Former PGMOL chief Keith Hackett put a number on it: $100,000 — roughly £74,600 — the standard fee referees are expected to receive for the tournament. "FIFA, who have failed in supporting his case, will make a discretionary payment of $100,000 to him and his family," Hackett told Football Insider. It wasn't framed as a request. It was a demand rooted in basic fairness.

The refereeing community is furious

This isn't just a PR problem for FIFA. Former referee Christina Unkel, heading to the World Cup as an ITV pundit, described the news hitting the officiating camp in Miami like a gut punch. "It made me incredibly sick," she told talkSPORT. "This individual — not because of anything he's done, a past history, just because he's been stereotyped due to the country he's from."

That's the part that stings. Artan hasn't done anything wrong. He earned his place through a career that reached elite level — a process Hackett rightly describes as "incredibly difficult." The ban is rooted in where he was born, not what he's done.

Ian Wright said the quiet part loudly on social media, connecting Artan's case to a broader pattern of fans, players, officials, and journalists being turned away ahead of the tournament. "This is a World Cup of chaos," Wright said — and it's hard to argue with him at this point.

What FIFA's silence actually costs

FIFA confirmed they won't intervene on Artan's visa. That decision was damaging enough on its own.
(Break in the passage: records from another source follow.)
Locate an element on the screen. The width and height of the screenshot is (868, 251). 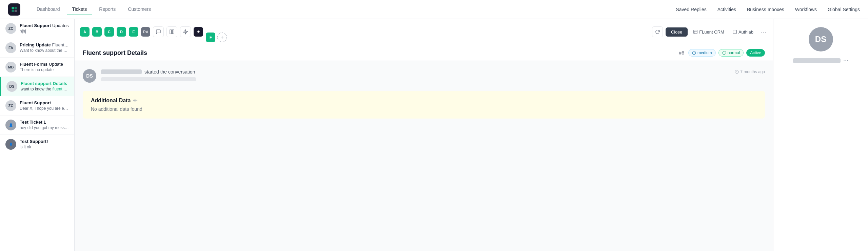
additional-data-title: Additional Data ✏ is located at coordinates (424, 101).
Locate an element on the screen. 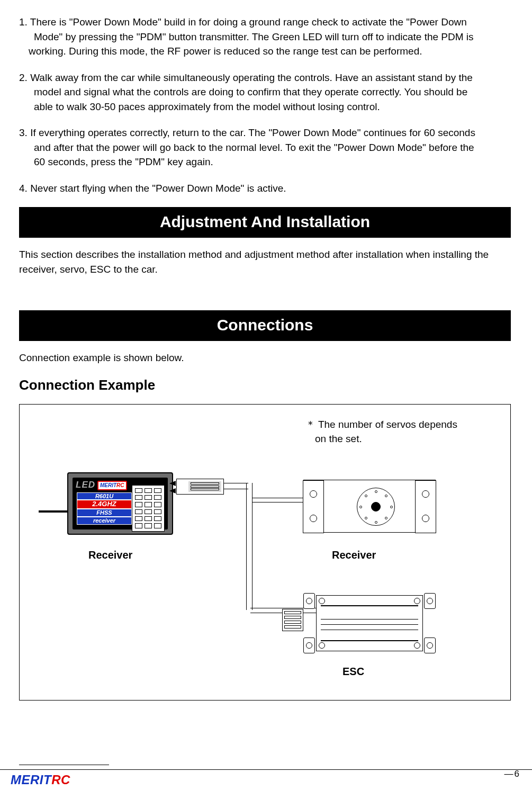  led-label: LED is located at coordinates (86, 485).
Failing to compensate him financially would compound it significantly. The governing body spent years trying to position this World Cup as a celebration of global football — and the optics of a Somalian referee being barred from the country hosting the event, with no financial remedy offered, undercut that completely.

Any betting market on this tournament's off-field controversies probably didn't have "referee denied entry by host nation" as an early line — but it probably should have. The tournament hasn't kicked off and it's already generating the kind of headlines that follow a competition for decades.

"It's not a World Cup if you don't allow the world to come in." Unkel said it. FIFA would do well to act like they understand it.